The instructor who filled out my logbook later wrote, ‘GATW,’ meaning ‘Good all the way.’ I didn’t mention that it was a matter of luck rather than careful control. I felt fantastic. Sheer terror turned to sheer exhilaration and I asked, ‘When can I have another go?’
That was in 1981 and I was 17 years old.
In 1995, fourteen years later, a doctor said to me, ‘When I first saw you, I thought you had MS,’ and inside my head I started to count, one thousand and one.
He organised an MRI scan and a lumbar puncture. One thousand and two.
It was MS and I was in freefall, scared and lonely. One thousand and three.
I walked into the arrivals hall at Singapore’s Changi Airport and saw Omar waiting. I felt a gentle lift and I was upright again – still falling, but I knew I was safe and would be able to control my descent.
I haven’t hit the ground yet. What follows is the story of my journey down so far.
Chapter 1 A Heart in Chains
In January 1995, at the age of 31, I had recently moved to Singapore and was earning my keep with a pen. (Well, a Mac laptop, but that’s product placement!) I wrote brochure copy for an adventure travel company, and music reviews and features for a number of magazines. A welcome perk of my job was that I got into all the live music clubs free, so of course I was having fun (especially as the bars wouldn’t take money from me for drinks). I shared a flat with an Australian bass player, Belinda, and a Japanese teacher, Tetsu, and was dating my fair share of men without having anyone serious on the scene.
One night Belinda came home from work raving about a band she had seen playing in a club called Fabrice’s. ‘There are seven gorgeous men,’ she said, ‘and they’re explosive on stage. You have to see them.’
‘What are they called?’
‘The Cuban Boys.’
I rang Music Monthly to ask if they’d be interested in a review and they said, ‘Sure.’

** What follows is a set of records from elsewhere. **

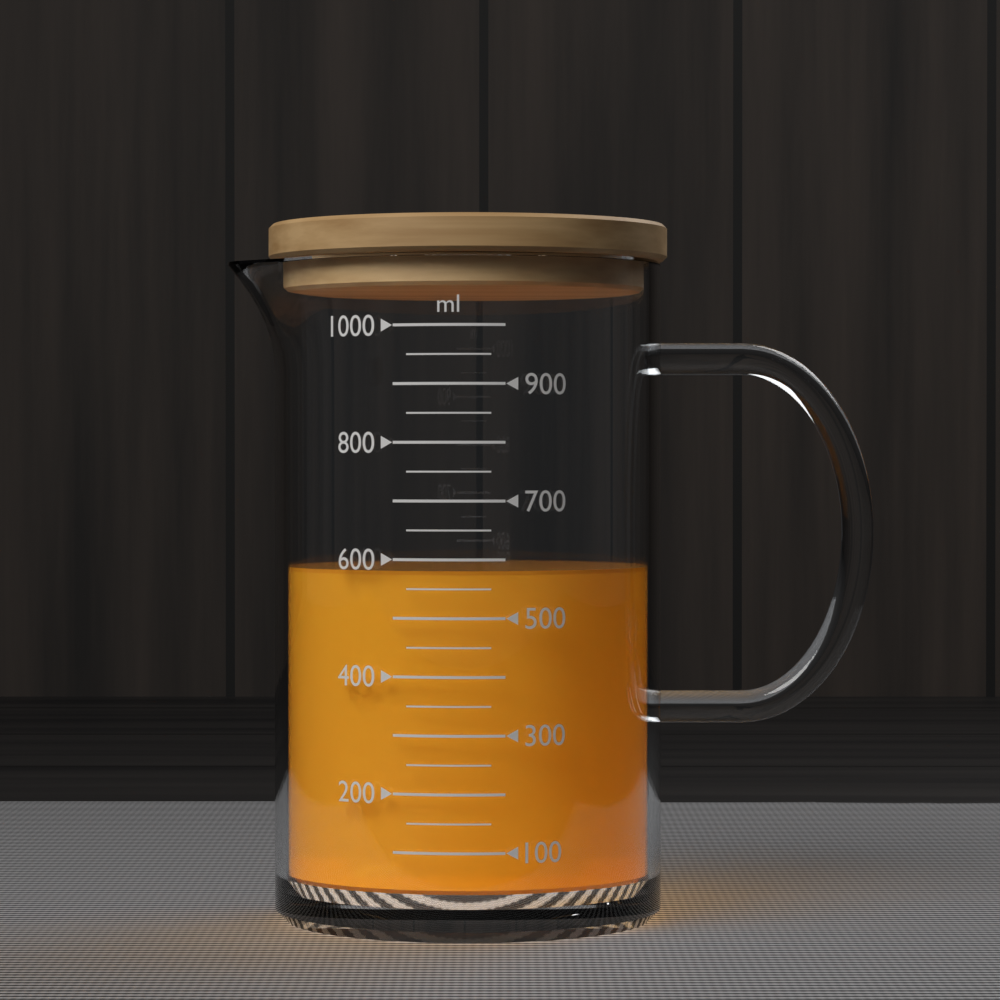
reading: 580 ml
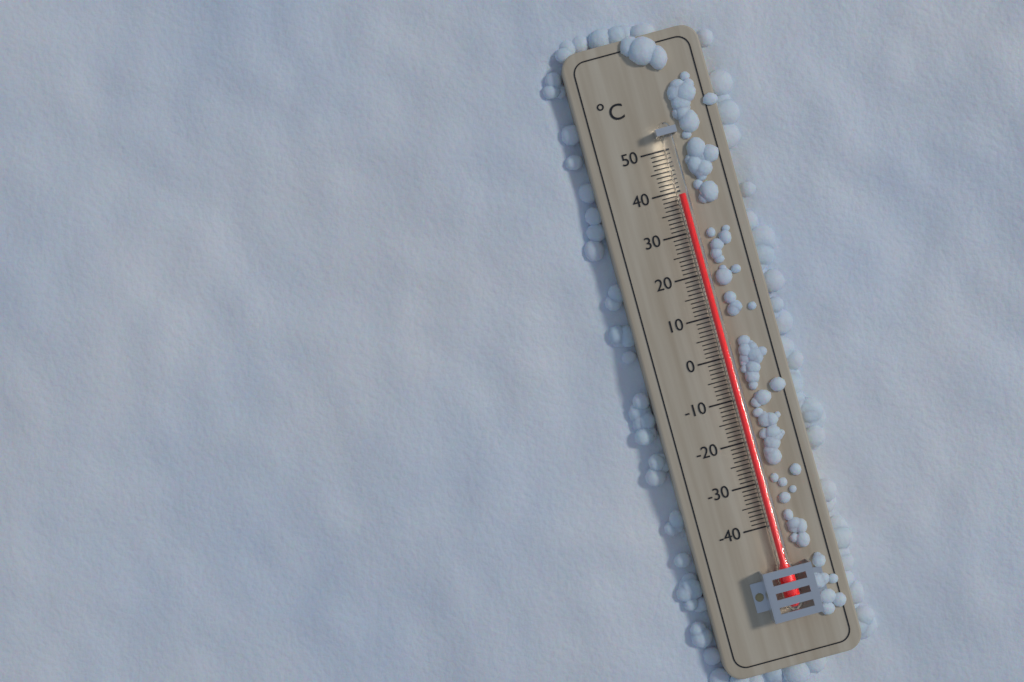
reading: 39 °C
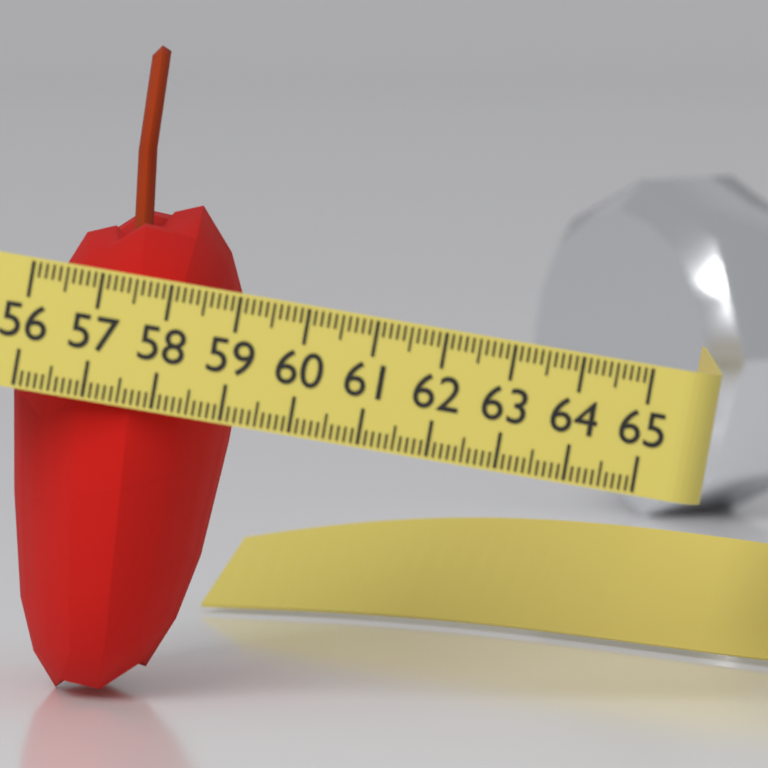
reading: 59.3 (no unit)
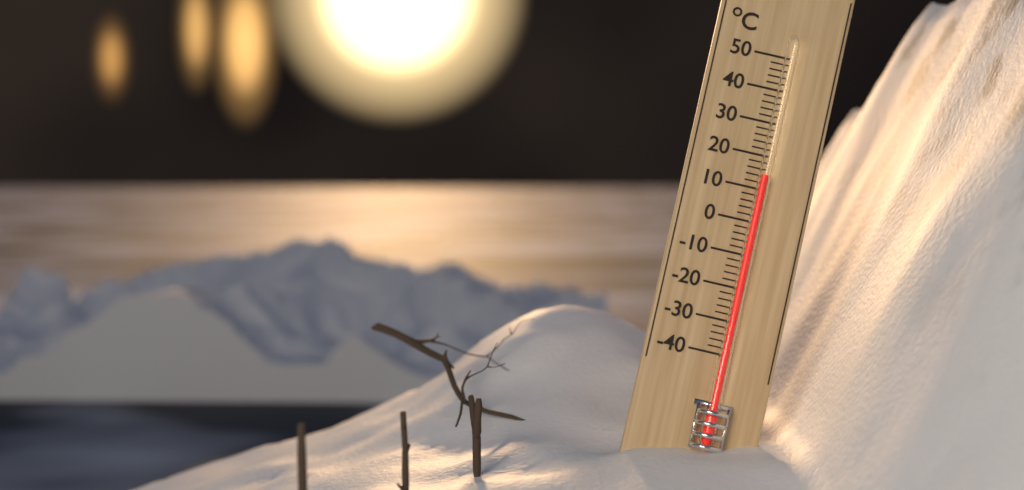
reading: 14 °C
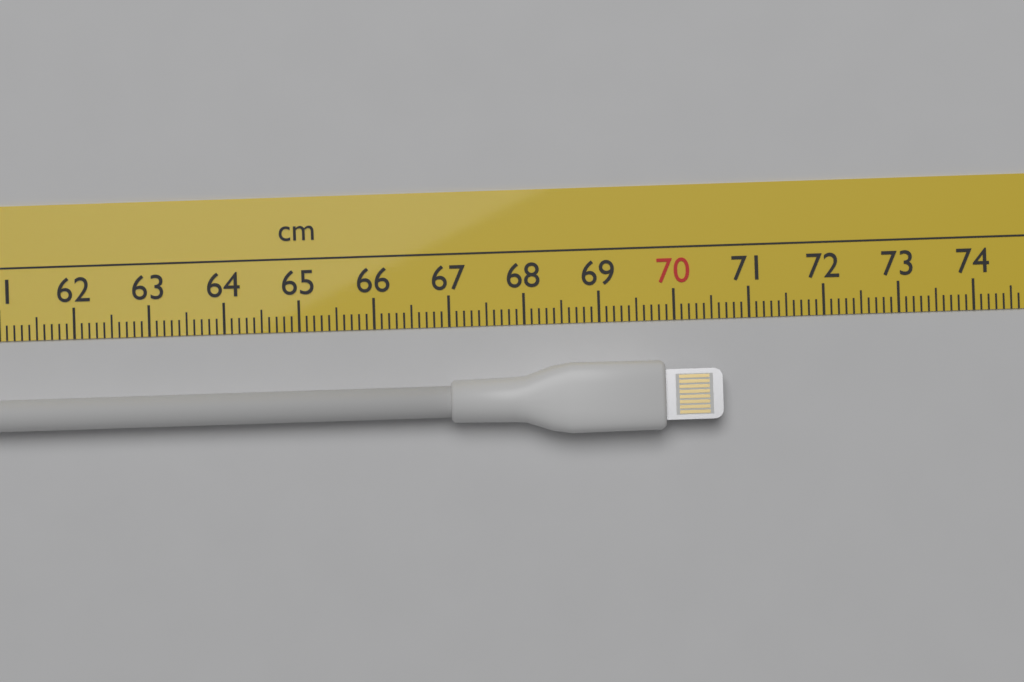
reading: 70.6 cm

I was interested in exploring why foreign musicians were frequently paid so little. I had dreams of doing some investigative journalism to rival All the President’s Men. It was a genuine problem, but I have to admit I was looking for a problem I could bury myself in solving.
I turned up at Fabrice’s on the afternoon of 25 January, toting my notebook and camera, to sit in on the band’s rehearsals. My first thought was that ‘the Cuban Boys’ was a strange name for a group that had seven blokes and three girls in it. My second thought was that Belinda had been exaggerating. Only two of the band members, Emilio and Juan Carlos, were particularly good-looking, while the rest could be described as having ‘good personalities’.

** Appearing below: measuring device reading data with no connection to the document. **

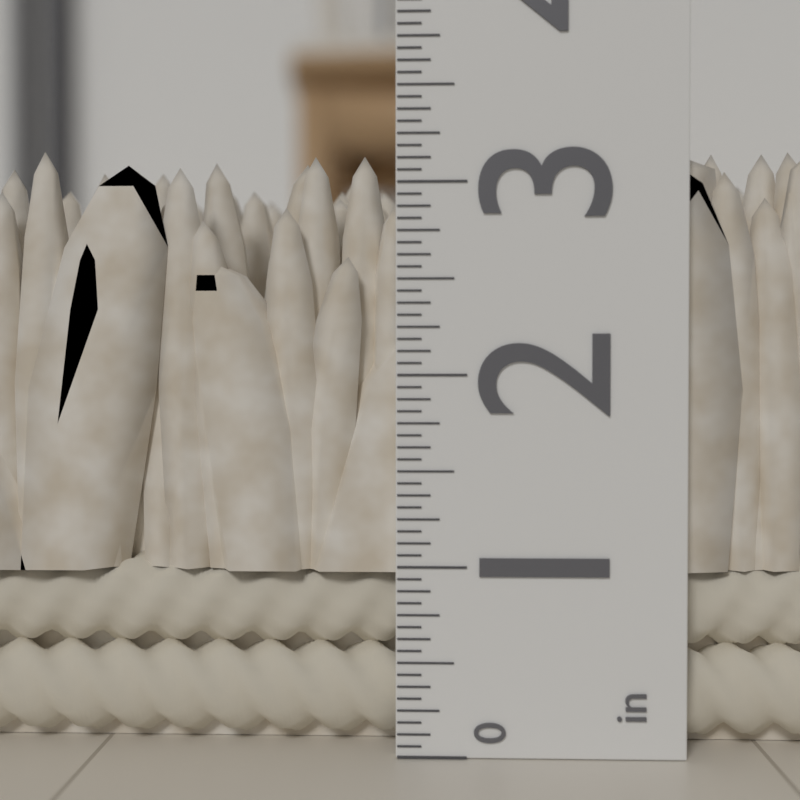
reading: 3.1875 in
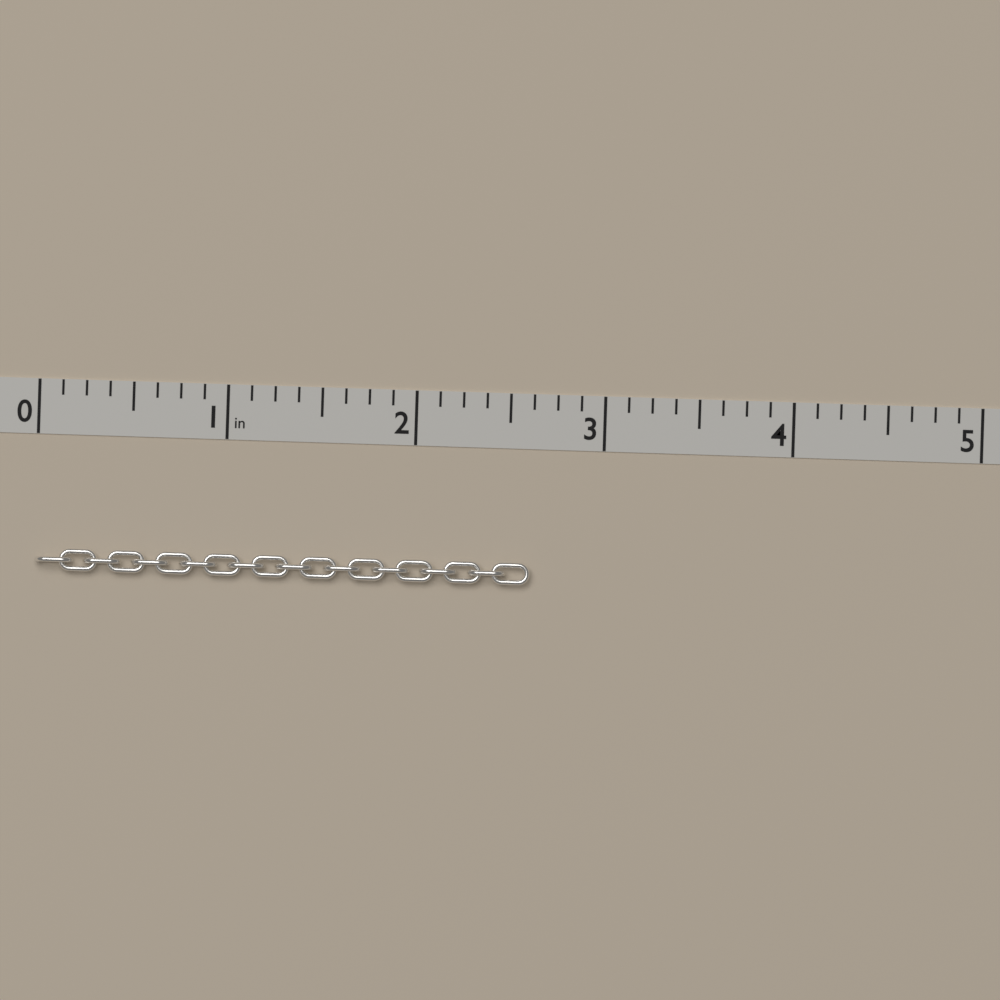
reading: 2.625 in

It was the band leader, Omar Puente, who came over to talk to me for the interview, and I thought he seemed a bit Mafioso with his little moustache. He sat opposite me looking very serious and frowning in concentration as we struggled to overcome the language barrier. I spoke English, some Norwegian and a little French, while Omar spoke Spanish, Russian and a little French, so French it was. It took me about twenty minutes to get a single quotable sentence. (I wasn’t 100 per cent sure of how much I understood, but he didn’t read English, so I was unlikely to be sued.)

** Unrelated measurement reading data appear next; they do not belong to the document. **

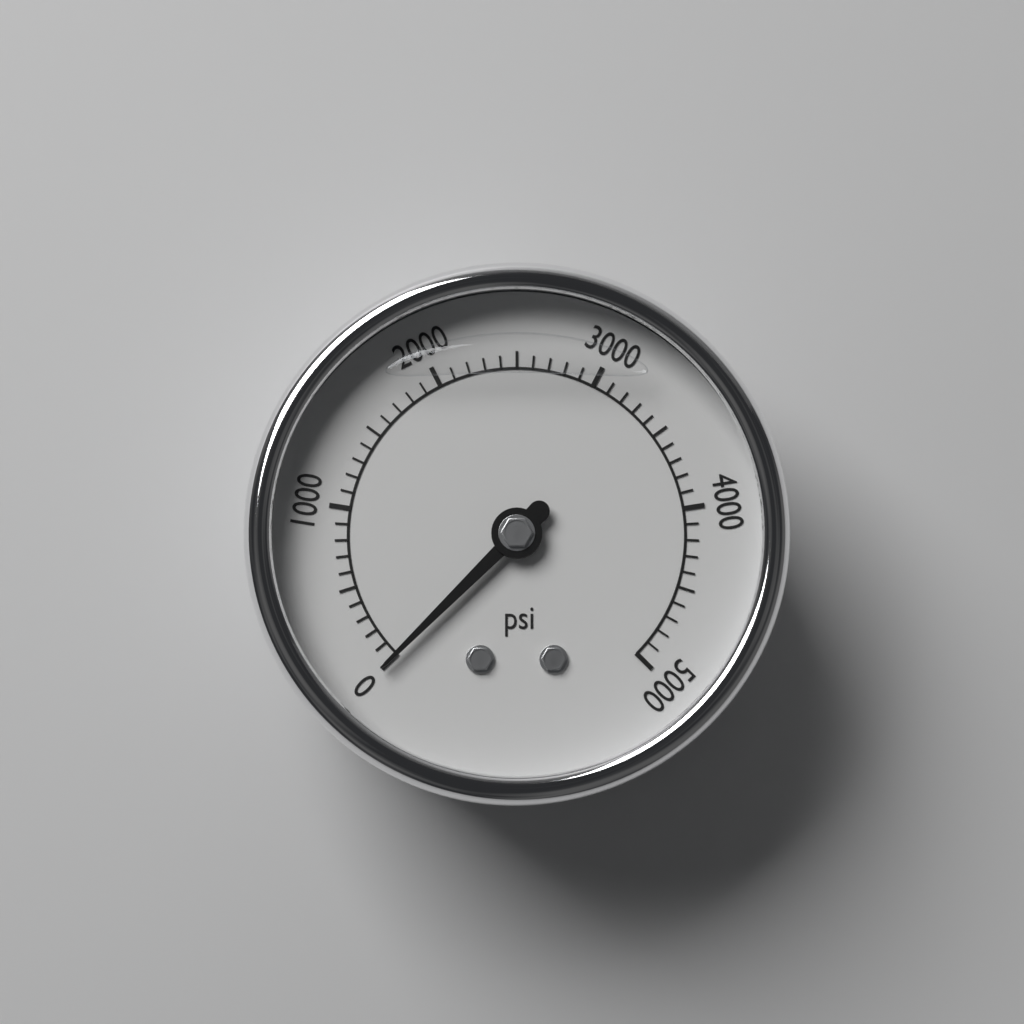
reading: 0 psi
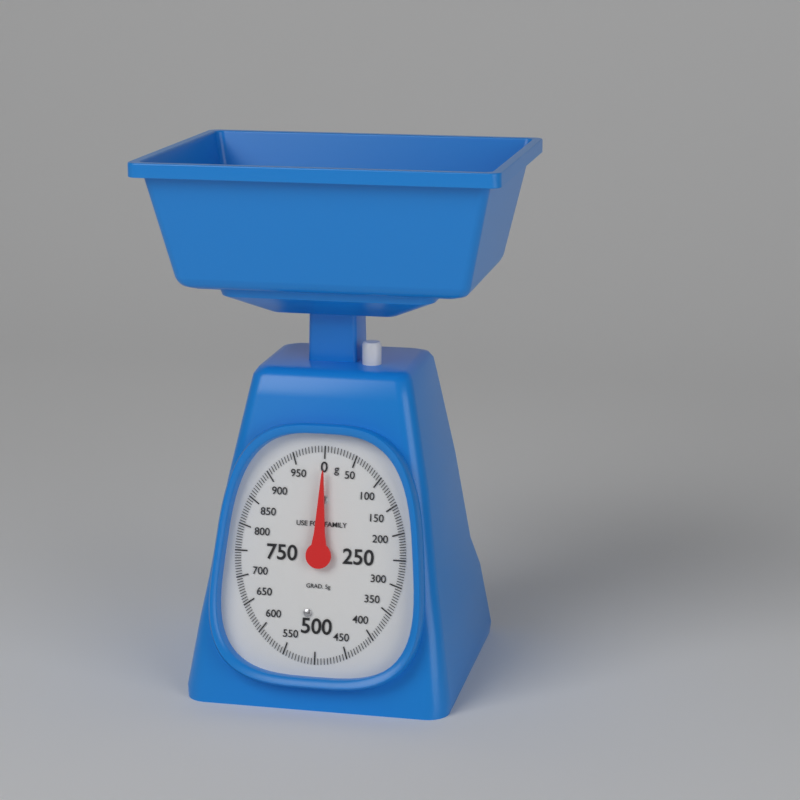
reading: 0 g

I picked up the camera and motioned that I wanted to take a picture of them playing. Omar indicated in sign language that they should get changed into their performance outfits, instead of the casual clothes they were wearing.
‘No, don’t bother,’ I said. ‘If you could just play a number for me as you are, that would be fine.’ I motioned towards the stage.
When they started playing, I was instantly impressed. They had a really good sound, and Omar’s violin-playing was fantastic. The repertoire comprised modern and traditional Cuban dance music, but Omar also did a little Bach as a solo and I could hear humour as well as hard work and technique in his playing. On the violin he obviously felt in control; he was a complete master of it.